Space is important to us and that’s why we’re working to bring you top coverage of the industry and Florida launches. Journalism like this takes time and resources. Please support it with a subscription here.
Astronauts on the space station may seem distant, but they’re only 248 miles from Earth: a little more than the drive from New York City to Washington DC. Everything they need can be delivered in relatively short order. Astronauts visiting Mars won’t have such easy access. The red planet’s average distance from Earth is 140 million miles.
We can plan supply missions, but taking everything along for the ride would be expensive and impractical. Like Mark Watney in TheMartian, explorers will have to live off the land too.
There’ve been plenty of proposals for how astronauts might produce the essentials, but until recently no technology had been field tested. Now, thanks to a machine called MOXIE, built by MIT and stowed away on NASA’s Perseverance rover, we can definitively say humans will be able to make oxygen on Mars.
In theory, most materials are capable of becoming metallic if put under enough pressure. Atoms or molecules can be squeezed together so tightly that they begin to share their outer electrons, which can then travel and conduct electricity as they do in a chunk of copper or iron. Geophysicists think that the centres of massive planets such as Neptune or Uranus host water in such a metallic state, and that high-pressure metallic hydrogen can even become a superconductor, able to conduct electricity without any resistance.
Turning water into a metal in this way would require an expected 15 million atmospheres of pressure, which is out of reach for current lab techniques, says Jungwirth. But he suspected that water could become conductive in an alternative way: by borrowing electrons from alkali metals. These reactive elements in group 1 of the periodic table, which includes sodium and potassium, tend to donate their outermost electron. Last year, Jungwirth and his colleague Phil Mason — a chemist who is also known for making science videos on YouTube — led a team that demonstrated a similar effect in ammonia2. The fact that ammonia can turn shiny in such conditions was known to the British chemist Humphry Davy in the early nineteenth century, Edwards points out.
Bitcoin/Ethereum to spare? Donate them here to help this channel grow! bc1qnkl3nk0zt7w0xzrgur9pnkcduj7a3xxllcn7d4 or ETH: 0x60f088B10b03115405d313f964BeA93eF0Bd3DbF
Space Engine is available for free here: http://spaceengine.org. Enjoy and please subscribe.
The list of unique architectures in the city keeps growing.
The city has showcased its ability to take on architectural challenges by completing the Palm Jumeirah and keeps unveiling tiny projects along the way, such as the world’s largest Ferris Wheel. So, it is not exactly a moonshot when Dubai thinks of building a Moon styled resort as well.
Moon World Resorts.
The city of Dubai is no stranger to ambitious architectural projects. Last month, we reported how plans were being drawn for a suspended city around the iconic Burj Khalifa, currently the tallest building in the world.
The Sun has been up to some pretty intense shenanigans lately, but a recent eruption on the far side looks to be absolute science gold.
On the evening of September 5 GMT, an enormous coronal mass ejection (CME) was recorded exploding on the far side of the Sun, sending a radiation storm out across the Solar System. It was a type known as a halo CME, in which an expanding halo of hot gas can be seen spewing out around the entire Sun.
Sometimes this means that the CME is headed straight for Earth. However, this eruption was on the far side, so it’s heading away, and we won’t see any of the usual effects of a solar storm here on our home planet.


### What is expected
Read each of the lines below and tally those with "tick"; the tally is the whole answer.
Provided entries section start
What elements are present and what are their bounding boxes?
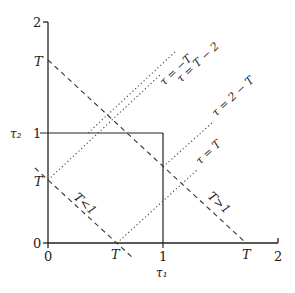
x-axis-label: τ₁ xyxy=(156,266,167,280)
y-T-large-label: T xyxy=(34,54,44,69)
x-T-small-label: T xyxy=(111,247,121,262)
label-T-greater-1: T>1 xyxy=(205,189,233,217)
dashed-lines xyxy=(35,60,246,258)
y-axis-label: τ₂ xyxy=(10,127,22,141)
line-tau-T-minus-2 xyxy=(88,52,175,133)
y-tick-label-1: 1 xyxy=(33,126,41,141)
y-tick-label-0: 0 xyxy=(33,236,41,251)
unit-square xyxy=(40,133,163,248)
y-tick-label-2: 2 xyxy=(33,15,41,30)
integration-region-diagram: 2 1 0 0 1 2 τ₂ τ₁ T T T T T<1 T>1 τ = −T… xyxy=(0,0,295,293)
axes xyxy=(43,22,278,248)
x-tick-label-0: 0 xyxy=(44,249,52,264)
label-tau-2-minus-T: τ = 2 − T xyxy=(209,73,258,120)
x-tick-label-1: 1 xyxy=(159,249,167,264)
line-T-less-1 xyxy=(35,168,133,258)
dotted-lines xyxy=(48,52,214,243)
line-tau-minus-T xyxy=(48,75,160,180)
y-T-small-label: T xyxy=(34,174,44,189)
label-tau-T: τ = T xyxy=(193,136,225,167)
line-tau-T xyxy=(117,170,197,243)
x-tick-label-2: 2 xyxy=(274,249,282,264)
x-T-large-label: T xyxy=(242,247,252,262)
Provided entries section end
### Response
6